To the Lighthouse, though not a memoir, shimmers, takes one day as a sort of prism. The difficult, disappointed Mr. Ramsay in the novel probably reflects more gently on Leslie Stephen than a memoir would have. Julia Duckworth Stephen as Mrs. Ramsay offers unstinting warmth along with a dollop of indulgence to just about everyone. The author is the modernist icon, the Great Virginia, but I cannot help but think of the former Miss Stephen, as her pen raced across the page, how she must have must have reveled, recreating whole summers of childhood, distilling them into that one day.
Art too has its limitations.
Literary critics, and more learned minds than mine, have spilled buckets of ink over To the Lighthouse, particularly over Lily Briscoe. Many cite her as the character with vision, that her care in composing her picture is the true artistic core of the novel. They say Lily stands in for the Great Virginia, the outsider, the artist. To this, I say (in the immortal words of my college roommate) win-a-win-few-a-few. Lily is too prim, too precise to stand in for the Great Virginia who clearly had an exploratory mind. The reader likes Lily, and her ruminations on art are genuine, and interesting, but is she the beacon in this book? If so, well, then (it seems to me) art too has its limitations, doesn’t it? Is art, her painting, truly any more satisfying, more meaningful than the gathering among the candles and the summer twilight? One endures as artifact. One endures as memory.
Shed your story-telling expectations, and the novel will take you in its current and take you to the lighthouse.
The narrative style of To the Lighthouse is challenging. The interior thoughts, the dialogue, the consciousness of different people are awash in the same paragraphs with no respect given to the pickets of conventional narrative prose (in which stuff like this ordinarily does not happen). But if you shed your story-telling expectations, go with the flow—and, admittedly, read the book more than once—this novel will pick you in its current and take you to the lighthouse.
Brilliant writing. Now I’m intrigued to picture my current self as a former Miss Stephen, as a writer in the moments just before. Who we are is not who we always will be. Yet, at the same time, the former becomes the future.
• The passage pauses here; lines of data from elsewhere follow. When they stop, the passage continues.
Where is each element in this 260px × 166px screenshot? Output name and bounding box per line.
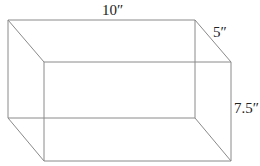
depth-label: 5″ [213, 24, 227, 40]
back-face [8, 20, 195, 118]
depth-edge-top-left [8, 20, 44, 62]
prism-diagram: 10″ 5″ 7.5″ [0, 0, 260, 166]
length-label: 10″ [102, 2, 123, 18]
depth-edges [8, 20, 231, 161]
height-label: 7.5″ [234, 100, 259, 116]
depth-edge-bottom-right [195, 118, 231, 161]
depth-edge-bottom-left [8, 118, 44, 161]
front-face [44, 62, 231, 161]
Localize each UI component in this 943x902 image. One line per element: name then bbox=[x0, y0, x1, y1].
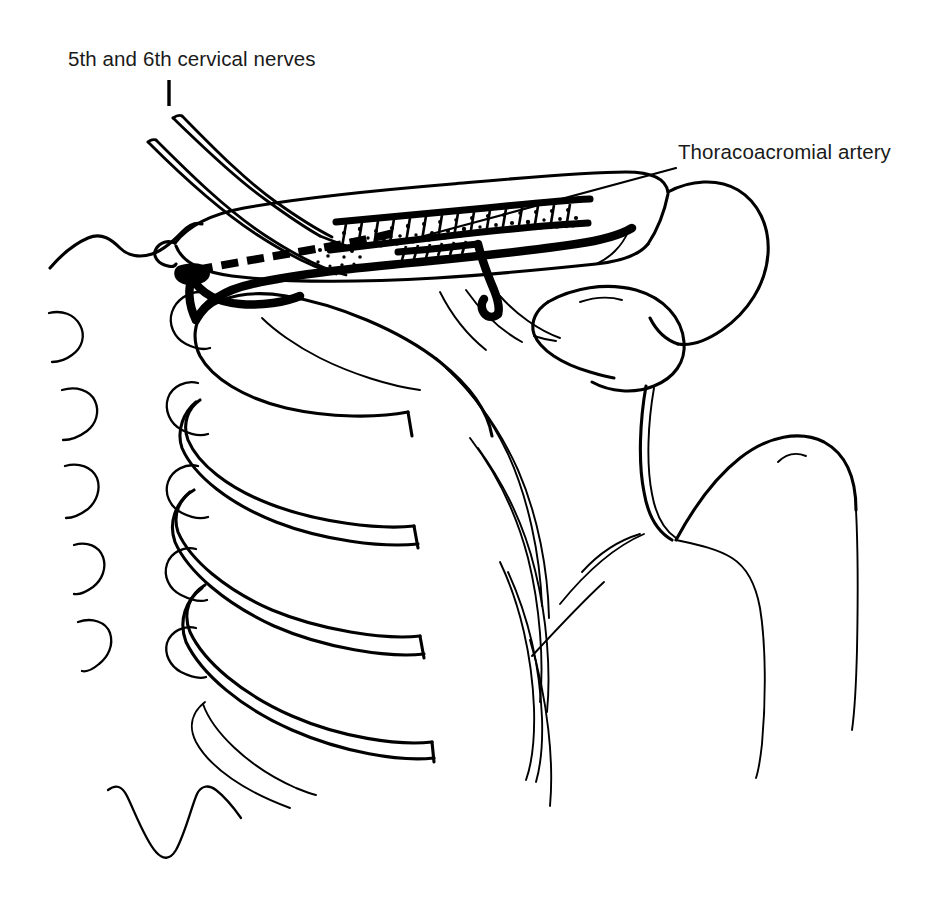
canvas-background bbox=[0, 0, 943, 902]
anatomy-drawing-canvas: 5th and 6th cervical nerves Thoracoacrom… bbox=[0, 0, 943, 902]
thoracoacromial-artery-label-text: Thoracoacromial artery bbox=[678, 140, 892, 163]
anatomical-figure: 5th and 6th cervical nerves Thoracoacrom… bbox=[0, 0, 943, 902]
cervical-nerves-label-text: 5th and 6th cervical nerves bbox=[68, 47, 316, 70]
rib-4-costal-joint bbox=[432, 742, 434, 762]
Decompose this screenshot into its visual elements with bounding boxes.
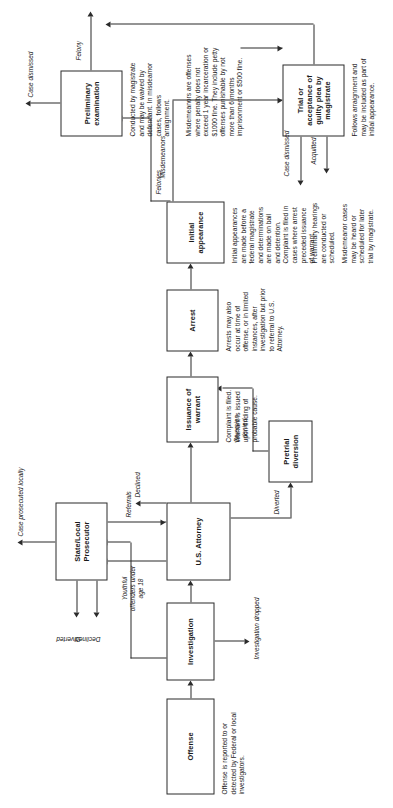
edge-ia-misdemeanors-h [172,100,173,201]
node-arrest[interactable]: Arrest [166,289,218,351]
node-preliminary-examination[interactable]: Preliminary examination [60,70,122,136]
edge-prelim-case-dismissed [30,102,60,103]
arrowhead-prelim-felony [87,11,93,16]
edge-prelim-felony-h [90,16,91,70]
node-offense[interactable]: Offense [166,698,214,794]
edge-slp-to-usa-referrals [107,521,166,522]
arrowhead-arrest-to-initial-appearance [187,263,193,268]
arrowhead-investigation-to-us-attorney [187,580,193,585]
arrowhead-offense-to-investigation [187,680,193,685]
node-issuance-of-warrant-label: Issuance of warrant [183,379,201,439]
edge-usa-to-diversion-v [230,517,290,518]
node-us-attorney-label: U.S. Attorney [193,517,202,565]
edge-slp-case-prosecuted-locally [22,541,55,542]
node-investigation[interactable]: Investigation [166,602,214,680]
node-us-attorney[interactable]: U.S. Attorney [166,502,230,580]
node-investigation-label: Investigation [185,618,194,665]
arrowhead-usa-declined [135,500,140,506]
edge-trial-acquitted [326,136,327,168]
edge-usa-to-warrant [190,447,191,502]
edge-label-declined-usa: Declined [133,472,141,497]
node-initial-appearance[interactable]: Initial appearance [166,201,224,263]
node-preliminary-examination-label: Preliminary examination [82,73,100,133]
edge-slp-diverted [76,580,77,612]
arrowhead-warrant-to-arrest [187,351,193,356]
edge-label-investigation-dropped: Investigation dropped [252,596,260,660]
edge-warrant-to-arrest [190,356,191,376]
node-arrest-description: Arrests may also occur at time of offens… [224,285,284,351]
edge-label-case-dismissed-trial: Case dismissed [282,130,290,176]
edge-investigation-to-us-attorney [190,585,191,602]
edge-diversion-denied-v1 [252,450,268,451]
arrowhead-case-prosecuted-locally [17,539,22,545]
node-pretrial-diversion-label: Pretrial diversion [281,423,299,479]
edge-trial-onward-v [110,23,313,24]
edge-trial-case-dismissed [300,136,301,180]
edge-investigation-dropped-stem [214,640,244,641]
edge-label-case-dismissed-prelim: Case dismissed [26,51,34,97]
arrowhead-usa-to-diversion [287,482,293,487]
node-initial-appearance-description-2: Preliminary hearings are conducted or sc… [310,201,336,263]
node-trial-or-guilty-plea[interactable]: Trial or acceptance of guilty plea by ma… [282,64,344,136]
edge-slp-declined [96,580,97,612]
edge-label-case-prosecuted-locally: Case prosecuted locally [16,467,24,536]
arrowhead-usa-to-warrant [187,442,193,447]
arrowhead-slp-declined [93,612,99,617]
arrowhead-slp-diverted [73,612,79,617]
edge-label-misdemeanors: Misdemeanors [158,135,166,178]
arrowhead-prelim-case-dismissed [25,100,30,106]
arrowhead-trial-case-dismissed [297,180,303,185]
node-state-local-prosecutor[interactable]: State/Local Prosecutor [55,502,107,580]
edge-incoming-to-trial [240,47,282,48]
node-initial-appearance-description-3: Misdemeanor cases may be heard or schedu… [340,201,374,263]
edge-usa-declined [140,502,166,503]
arrowhead-ia-misdemeanors [277,97,282,103]
edge-label-diverted-slp: Diverted [56,634,80,642]
node-trial-or-guilty-plea-label: Trial or acceptance of guilty plea by ma… [295,67,331,133]
edge-label-youthful-offenders: Youthful offenders under age 18 [120,564,144,612]
edge-label-diverted-pretrial: Diverted [272,490,280,514]
node-initial-appearance-description-1: Initial appearances are made before a fe… [230,201,316,263]
edge-offense-to-investigation [190,685,191,698]
edge-label-referrals: Referrals [124,491,132,517]
edge-usa-to-diversion-h [290,487,291,518]
node-offense-description: Offense is reported to or detected by Fe… [220,698,246,794]
note-misdemeanors: Misdemeanors are offenses where penalty … [184,44,244,136]
node-pretrial-diversion[interactable]: Pretrial diversion [268,420,312,482]
edge-label-diversion-denied: Diversion denied [232,406,248,450]
edge-label-felony: Felony [74,40,82,60]
node-initial-appearance-label: Initial appearance [186,204,204,260]
flowchart-canvas: Offense Offense is reported to or detect… [0,0,393,808]
diagram-rotation-wrapper: Offense Offense is reported to or detect… [0,0,393,808]
arrowhead-trial-acquitted [323,168,329,173]
node-state-local-prosecutor-label: State/Local Prosecutor [72,505,90,577]
node-offense-label: Offense [185,732,194,760]
edge-label-acquitted: Acquitted [309,137,317,164]
edge-trial-onward-h [313,24,314,64]
edge-usa-to-slp-youthful [107,560,166,561]
node-arrest-label: Arrest [187,309,196,331]
arrowhead-trial-onward [105,21,110,27]
edge-arrest-to-initial-appearance [190,268,191,289]
node-preliminary-examination-description: Conducted by magistrate and may be waive… [128,56,171,136]
node-trial-or-guilty-plea-description: Follows arraignment and may be included … [350,50,376,136]
edge-investigation-to-slp-v2 [107,541,130,542]
arrowhead-incoming-to-trial [277,45,282,51]
arrowhead-slp-to-usa-referrals [160,519,165,525]
node-issuance-of-warrant[interactable]: Issuance of warrant [166,376,218,442]
arrowhead-investigation-dropped [244,638,249,644]
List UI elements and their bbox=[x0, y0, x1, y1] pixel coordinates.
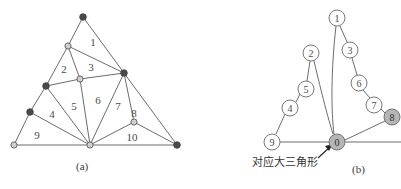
tree-node-label: 2 bbox=[309, 48, 314, 59]
figure-svg: 1 2 3 4 5 6 7 8 9 10 bbox=[0, 0, 401, 189]
face-label: 10 bbox=[127, 131, 139, 143]
tree-link bbox=[345, 121, 385, 140]
tree-node-label: 3 bbox=[348, 45, 353, 56]
mesh-vertex bbox=[77, 76, 83, 82]
mesh-edge bbox=[80, 73, 124, 79]
tree-link bbox=[381, 109, 385, 113]
annotation-text: 对应大三角形 bbox=[252, 153, 318, 169]
figure-container: 1 2 3 4 5 6 7 8 9 10 bbox=[0, 0, 401, 189]
panel-b-tree: 1 2 3 5 6 bbox=[264, 10, 401, 158]
mesh-vertex bbox=[121, 70, 128, 77]
tree-node-highlighted: 8 bbox=[384, 109, 400, 125]
tree-node-label: 8 bbox=[390, 112, 395, 123]
mesh-vertex bbox=[11, 142, 17, 148]
tree-link bbox=[352, 58, 357, 75]
tree-node: 3 bbox=[342, 42, 358, 58]
tree-link bbox=[296, 94, 300, 102]
face-label: 6 bbox=[95, 94, 101, 106]
mesh-vertex bbox=[80, 14, 87, 21]
panel-b-links bbox=[276, 26, 401, 142]
tree-node-highlighted: 0 bbox=[329, 134, 345, 150]
tree-node: 6 bbox=[351, 75, 367, 91]
tree-link-curved bbox=[332, 26, 336, 134]
mesh-vertex bbox=[65, 43, 71, 49]
tree-node-label: 4 bbox=[288, 103, 293, 114]
mesh-edge bbox=[134, 122, 177, 145]
face-label: 2 bbox=[61, 63, 67, 75]
face-label: 3 bbox=[88, 61, 94, 73]
tree-link bbox=[340, 26, 347, 42]
tree-link-curved bbox=[314, 61, 333, 134]
tree-node: 1 bbox=[329, 10, 345, 26]
face-label: 8 bbox=[131, 107, 137, 119]
tree-link bbox=[276, 114, 285, 134]
face-label: 4 bbox=[49, 108, 55, 120]
face-label: 1 bbox=[90, 36, 96, 48]
tree-node: 7 bbox=[366, 97, 382, 113]
mesh-vertex bbox=[27, 109, 34, 116]
mesh-vertex bbox=[43, 83, 50, 90]
tree-node: 4 bbox=[282, 100, 298, 116]
tree-node-label: 6 bbox=[357, 78, 362, 89]
tree-node-label: 9 bbox=[270, 137, 275, 148]
panel-a-mesh: 1 2 3 4 5 6 7 8 9 10 bbox=[11, 14, 180, 149]
mesh-edge bbox=[14, 112, 30, 145]
tree-node: 5 bbox=[298, 81, 314, 97]
tree-node: 9 bbox=[264, 134, 280, 150]
mesh-edge bbox=[30, 86, 46, 112]
mesh-edge bbox=[80, 79, 90, 145]
mesh-vertex bbox=[131, 119, 137, 125]
mesh-vertex bbox=[174, 142, 181, 149]
panel-b-caption: (b) bbox=[352, 163, 365, 175]
tree-link bbox=[363, 90, 370, 98]
face-label: 5 bbox=[71, 100, 77, 112]
mesh-edge bbox=[68, 17, 83, 46]
tree-link bbox=[307, 61, 310, 81]
panel-a-face-labels: 1 2 3 4 5 6 7 8 9 10 bbox=[34, 36, 138, 143]
mesh-vertex bbox=[87, 142, 93, 148]
tree-node-label: 7 bbox=[372, 100, 377, 111]
mesh-edge bbox=[46, 79, 80, 86]
panel-a-caption: (a) bbox=[76, 160, 88, 172]
tree-node-label: 1 bbox=[335, 13, 340, 24]
tree-node: 2 bbox=[303, 45, 319, 61]
face-label: 9 bbox=[34, 129, 40, 141]
tree-node-label: 5 bbox=[304, 84, 309, 95]
tree-node-label: 0 bbox=[335, 137, 340, 148]
face-label: 7 bbox=[115, 100, 121, 112]
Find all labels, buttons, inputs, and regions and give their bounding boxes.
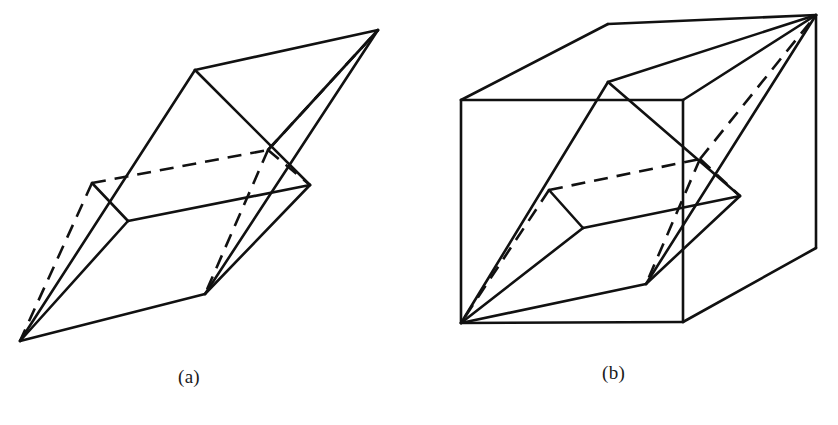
panel-a-hidden-edge-2 bbox=[20, 183, 92, 341]
panel-b-inner-edge-7 bbox=[549, 190, 583, 228]
panel-b-box-edge-4 bbox=[461, 24, 608, 100]
panel-b-inner-hidden-edge-4 bbox=[700, 15, 816, 159]
panel-b-box-edge-6 bbox=[683, 15, 816, 100]
panel-b-bounding-box-edges bbox=[461, 15, 816, 323]
panel-a-solid-edges bbox=[20, 30, 378, 341]
panel-a-hidden-edge-1 bbox=[268, 150, 310, 185]
panel-a-hidden-edge-4 bbox=[268, 30, 378, 150]
panel-a-edge-4 bbox=[195, 70, 310, 185]
panel-a-hidden-edge-0 bbox=[92, 150, 268, 183]
panel-b-inner-hidden-edge-0 bbox=[549, 159, 700, 190]
panel-a-edge-2 bbox=[20, 221, 128, 341]
panel-b-inner-edge-8 bbox=[583, 196, 740, 228]
figure-container: (a) (b) bbox=[0, 0, 838, 425]
panel-a-drawing bbox=[20, 30, 378, 341]
panel-b-inner-edge-0 bbox=[461, 82, 608, 323]
panel-b-box-edge-8 bbox=[683, 248, 816, 322]
panel-a-edge-3 bbox=[195, 30, 378, 70]
parallelepiped-diagram bbox=[0, 0, 838, 425]
panel-a-caption: (a) bbox=[178, 366, 200, 388]
panel-a-edge-8 bbox=[92, 183, 128, 221]
panel-a-edge-0 bbox=[20, 70, 195, 341]
panel-b-inner-hidden-edge-3 bbox=[646, 159, 700, 284]
panel-a-edge-5 bbox=[205, 30, 378, 294]
panel-b-inner-edge-2 bbox=[461, 228, 583, 323]
panel-b-box-edge-3 bbox=[461, 322, 683, 323]
panel-b-box-edge-5 bbox=[608, 15, 816, 24]
panel-b-drawing bbox=[461, 15, 816, 323]
panel-a-edge-9 bbox=[128, 185, 310, 221]
panel-a-edge-1 bbox=[20, 294, 205, 341]
panel-b-inner-edge-3 bbox=[608, 15, 816, 82]
panel-b-caption: (b) bbox=[602, 362, 625, 384]
panel-a-hidden-edge-3 bbox=[205, 150, 268, 294]
panel-b-inner-edge-1 bbox=[461, 284, 646, 323]
panel-b-inner-edge-5 bbox=[646, 15, 816, 284]
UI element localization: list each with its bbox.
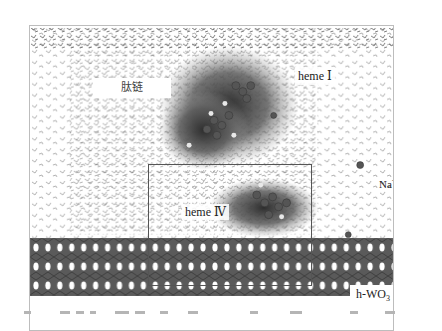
heme-1-label: heme Ⅰ: [295, 67, 335, 85]
substrate-subscript: 3: [386, 294, 390, 303]
heme-iv-highlight-box: [148, 164, 312, 286]
sodium-symbol: Na: [379, 178, 392, 190]
substrate-label: h-WO3: [350, 285, 394, 308]
sodium-ion-label: Na+: [375, 173, 394, 192]
figure-caption-cutoff: [20, 309, 420, 314]
sodium-charge: +: [392, 176, 394, 185]
peptide-chain-label: 肽链: [93, 78, 171, 98]
simulation-snapshot: 肽链 heme Ⅰ heme Ⅳ Na+ h-WO3: [29, 25, 394, 331]
heme-4-label: heme Ⅳ: [182, 204, 229, 220]
substrate-prefix: h-WO: [356, 287, 386, 301]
After reading your blog post I went right out and borrowed the book to finally read it Laura! Thank you for sharing your insights and expertise!
I greatly appreciate your choice of authors. I have missed Woolf lately. Your essay is a lovely reminder about a classic we’ve all read and dissected and devoured in our multitudinous ways and I love your insights. Personally The Waves is my Woolf favorite but The Years and To The Lighthouse are also high on the list. I’ve never read the Moth essay and now I must find it. Thank you again.
Thanks for this look at Virginia and To The Lighthouse, the interweaving of art and life and memory. I have dipped in and out of this book, reading it all, yet, strangely, never through all at once. I’ll be going back to it now and let the tides ebb and flow just as their maker, Virginia, meant them to.
Thank you, Laura, for this “ever so learned” reflection on “Lighthouse.” I loved it the first time, and will now reread with your insight at hand. When now will see your “Mrs. Dalloway” piece?
Always love to hear your thoughts on To The Lighthouse and The Great Virginia. I’ve read it a handful of times and it thrills me every time. Last year I listened to it on audio book, read by Juliet Stevenson and that was a whole other kind of enjoyment.